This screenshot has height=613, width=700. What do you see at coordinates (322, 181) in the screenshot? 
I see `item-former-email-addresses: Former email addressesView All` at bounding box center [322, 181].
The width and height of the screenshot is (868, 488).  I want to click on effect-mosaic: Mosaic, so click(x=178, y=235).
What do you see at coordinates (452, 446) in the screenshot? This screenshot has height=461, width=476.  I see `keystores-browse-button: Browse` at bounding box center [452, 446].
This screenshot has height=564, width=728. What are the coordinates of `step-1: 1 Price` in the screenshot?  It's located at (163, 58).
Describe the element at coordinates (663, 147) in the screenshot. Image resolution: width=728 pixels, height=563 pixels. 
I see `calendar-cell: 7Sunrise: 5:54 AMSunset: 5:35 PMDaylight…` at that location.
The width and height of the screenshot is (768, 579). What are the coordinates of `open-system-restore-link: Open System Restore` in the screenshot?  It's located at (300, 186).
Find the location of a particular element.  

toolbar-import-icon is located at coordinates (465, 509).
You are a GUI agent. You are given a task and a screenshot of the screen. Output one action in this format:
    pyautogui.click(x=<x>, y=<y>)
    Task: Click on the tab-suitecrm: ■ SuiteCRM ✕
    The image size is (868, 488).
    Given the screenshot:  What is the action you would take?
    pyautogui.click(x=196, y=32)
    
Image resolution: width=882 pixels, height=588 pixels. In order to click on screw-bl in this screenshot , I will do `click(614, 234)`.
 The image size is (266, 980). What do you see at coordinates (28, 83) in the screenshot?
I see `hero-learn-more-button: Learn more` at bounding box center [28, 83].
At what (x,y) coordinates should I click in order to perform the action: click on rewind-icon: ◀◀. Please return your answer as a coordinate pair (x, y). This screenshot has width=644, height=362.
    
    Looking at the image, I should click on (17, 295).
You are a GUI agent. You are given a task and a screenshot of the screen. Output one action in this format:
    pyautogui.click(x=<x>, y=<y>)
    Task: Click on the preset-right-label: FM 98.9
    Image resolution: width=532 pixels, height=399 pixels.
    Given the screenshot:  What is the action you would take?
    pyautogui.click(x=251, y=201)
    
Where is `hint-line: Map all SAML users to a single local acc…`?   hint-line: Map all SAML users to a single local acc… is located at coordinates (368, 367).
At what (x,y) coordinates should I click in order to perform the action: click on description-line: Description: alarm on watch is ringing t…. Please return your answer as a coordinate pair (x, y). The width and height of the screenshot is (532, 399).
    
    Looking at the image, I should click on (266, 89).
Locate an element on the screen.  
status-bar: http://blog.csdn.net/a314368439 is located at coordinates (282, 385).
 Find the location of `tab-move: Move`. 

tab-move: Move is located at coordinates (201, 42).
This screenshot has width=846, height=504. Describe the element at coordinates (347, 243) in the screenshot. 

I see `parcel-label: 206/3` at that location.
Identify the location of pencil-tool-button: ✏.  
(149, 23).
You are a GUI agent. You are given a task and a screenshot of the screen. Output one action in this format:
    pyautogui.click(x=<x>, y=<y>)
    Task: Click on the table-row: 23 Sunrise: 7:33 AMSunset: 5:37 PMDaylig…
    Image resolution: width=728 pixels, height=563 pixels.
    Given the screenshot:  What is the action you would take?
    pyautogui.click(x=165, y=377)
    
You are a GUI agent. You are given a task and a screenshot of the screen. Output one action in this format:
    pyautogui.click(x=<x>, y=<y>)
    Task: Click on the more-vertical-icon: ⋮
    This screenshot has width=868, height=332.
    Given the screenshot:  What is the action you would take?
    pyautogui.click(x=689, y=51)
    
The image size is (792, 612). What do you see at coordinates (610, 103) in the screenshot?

======

TASK: Starting with the first entry and ending with the last, give all of them again unchanged.

ANSWER TO THIS EXERCISE:
This screenshot has height=613, width=700. What do you see at coordinates (322, 181) in the screenshot? 
I see `item-former-email-addresses: Former email addressesView All` at bounding box center [322, 181].
The width and height of the screenshot is (868, 488).  I want to click on effect-mosaic: Mosaic, so click(x=178, y=235).
What do you see at coordinates (452, 446) in the screenshot? This screenshot has height=461, width=476.  I see `keystores-browse-button: Browse` at bounding box center [452, 446].
This screenshot has height=564, width=728. What are the coordinates of `step-1: 1 Price` in the screenshot?  It's located at (163, 58).
Describe the element at coordinates (663, 147) in the screenshot. Image resolution: width=728 pixels, height=563 pixels. 
I see `calendar-cell: 7Sunrise: 5:54 AMSunset: 5:35 PMDaylight…` at that location.
The width and height of the screenshot is (768, 579). What are the coordinates of `open-system-restore-link: Open System Restore` in the screenshot?  It's located at (300, 186).
Find the location of a particular element.  

toolbar-import-icon is located at coordinates (465, 509).
You are a GUI agent. You are given a task and a screenshot of the screen. Output one action in this format:
    pyautogui.click(x=<x>, y=<y>)
    Task: Click on the tab-suitecrm: ■ SuiteCRM ✕
    The image size is (868, 488).
    Given the screenshot:  What is the action you would take?
    pyautogui.click(x=196, y=32)
    
Image resolution: width=882 pixels, height=588 pixels. In order to click on screw-bl in this screenshot , I will do `click(614, 234)`.
 The image size is (266, 980). What do you see at coordinates (28, 83) in the screenshot?
I see `hero-learn-more-button: Learn more` at bounding box center [28, 83].
At what (x,y) coordinates should I click in order to perform the action: click on rewind-icon: ◀◀. Please return your answer as a coordinate pair (x, y). This screenshot has width=644, height=362.
    
    Looking at the image, I should click on (17, 295).
You are a GUI agent. You are given a task and a screenshot of the screen. Output one action in this format:
    pyautogui.click(x=<x>, y=<y>)
    Task: Click on the preset-right-label: FM 98.9
    Image resolution: width=532 pixels, height=399 pixels.
    Given the screenshot:  What is the action you would take?
    pyautogui.click(x=251, y=201)
    
Where is `hint-line: Map all SAML users to a single local acc…`?   hint-line: Map all SAML users to a single local acc… is located at coordinates (368, 367).
At what (x,y) coordinates should I click in order to perform the action: click on description-line: Description: alarm on watch is ringing t…. Please return your answer as a coordinate pair (x, y). The width and height of the screenshot is (532, 399).
    
    Looking at the image, I should click on (266, 89).
Locate an element on the screen.  
status-bar: http://blog.csdn.net/a314368439 is located at coordinates (282, 385).
 Find the location of `tab-move: Move`. 

tab-move: Move is located at coordinates (201, 42).
This screenshot has width=846, height=504. Describe the element at coordinates (347, 243) in the screenshot. 

I see `parcel-label: 206/3` at that location.
Identify the location of pencil-tool-button: ✏.  
(149, 23).
You are a GUI agent. You are given a task and a screenshot of the screen. Output one action in this format:
    pyautogui.click(x=<x>, y=<y>)
    Task: Click on the table-row: 23 Sunrise: 7:33 AMSunset: 5:37 PMDaylig…
    Image resolution: width=728 pixels, height=563 pixels.
    Given the screenshot:  What is the action you would take?
    pyautogui.click(x=165, y=377)
    
You are a GUI agent. You are given a task and a screenshot of the screen. Output one action in this format:
    pyautogui.click(x=<x>, y=<y>)
    Task: Click on the more-vertical-icon: ⋮
    This screenshot has width=868, height=332.
    Given the screenshot:  What is the action you would take?
    pyautogui.click(x=689, y=51)
    
The image size is (792, 612). What do you see at coordinates (610, 103) in the screenshot?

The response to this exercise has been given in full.